Forget all that, Kellard.

The trees took him in and he walked through a dapple of sun and shadows. A deer slipped away through the pines ahead of him, and quail burst up from almost under his feet. He remembered a grove of bigger pines farther up the slope, and an old man and a boy walking up to them. How long ago was that? He had been fifteen—and he was thirty-two now. Seventeen years. Still, he thought he could find the place.

He found it. The big pines were still there, for people did not use wood much any more. The rough dark giants stood at dignified intervals from each other, and he sat down with his back against the massive trunk of the biggest.

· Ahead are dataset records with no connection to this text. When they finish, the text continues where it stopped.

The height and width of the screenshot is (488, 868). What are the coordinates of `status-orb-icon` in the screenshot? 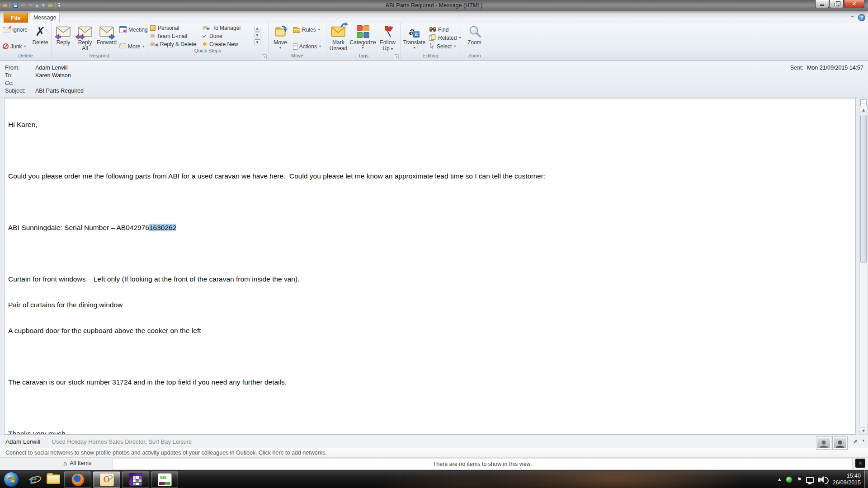 It's located at (789, 480).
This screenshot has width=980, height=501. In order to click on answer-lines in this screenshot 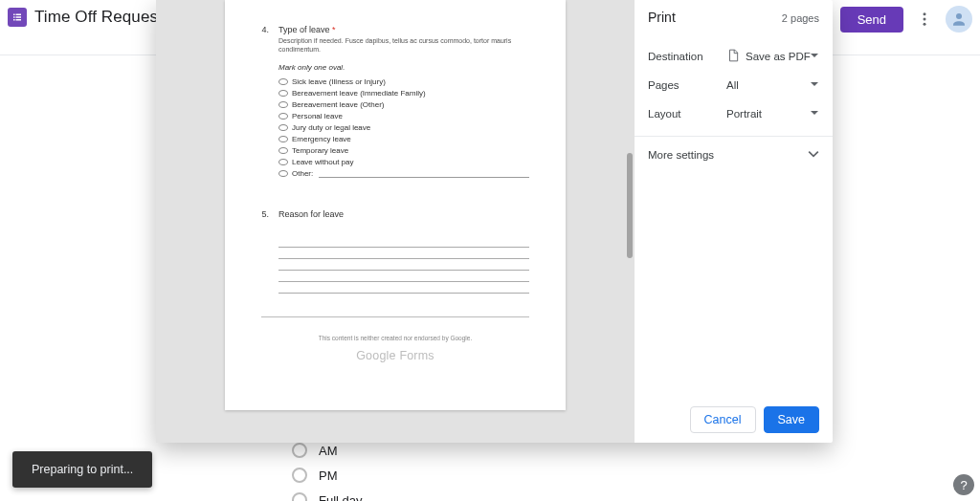, I will do `click(404, 265)`.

Funny, he thought. When I was a boy sitting here dreaming about the future and what I was going to do, I never once imagined that some things would stay much the same. The whole world would somehow be miraculously transformed—but it wasn't. This tree was here when men first reached the Moon, and Mars, and Venus and the rest, but it didn't know about that, it didn't change because of it.

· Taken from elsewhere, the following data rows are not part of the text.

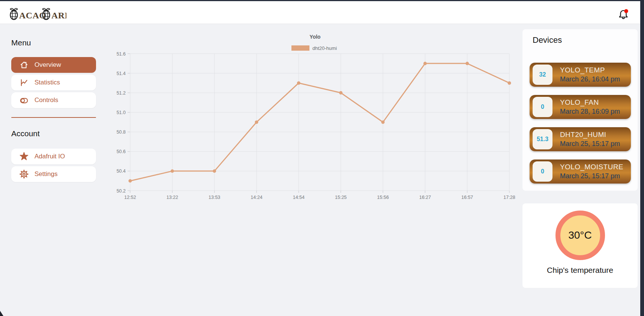 The height and width of the screenshot is (316, 644). What do you see at coordinates (300, 48) in the screenshot?
I see `legend-swatch` at bounding box center [300, 48].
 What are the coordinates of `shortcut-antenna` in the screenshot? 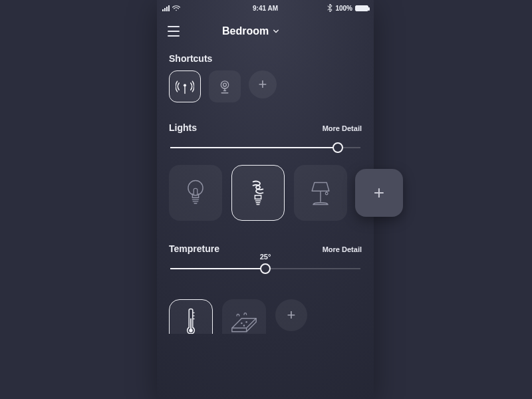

Kellard sat for a long time, still wrapped in a gray weariness, his emotions in a numb trance. He sat listening to the distant, uneasy murmur of the sea, until the sunset light shafting through the trees dazzled his eyes, and then he got up and went back down to the house. He heated food, ate it, and then went out to the porch in front of the house and sat watching the sun sink toward the vast golden sheet of the Pacific. He thought of the little dot close to the sun that he could not see, the little world and the strange, terrible place upon it where Morse and Binetti had died.

The telephone rang.

Kellard did not stir, and it rang and rang again.

Go ahead and ring your head off, he thought. You're not getting me back. I told you. I've had it.

The ringing stopped. The sun sank and darkness came with the hosts of wheeling stars, and there was no sound but the vast voices rolling in from sea, as Kellard sat staring and drinking.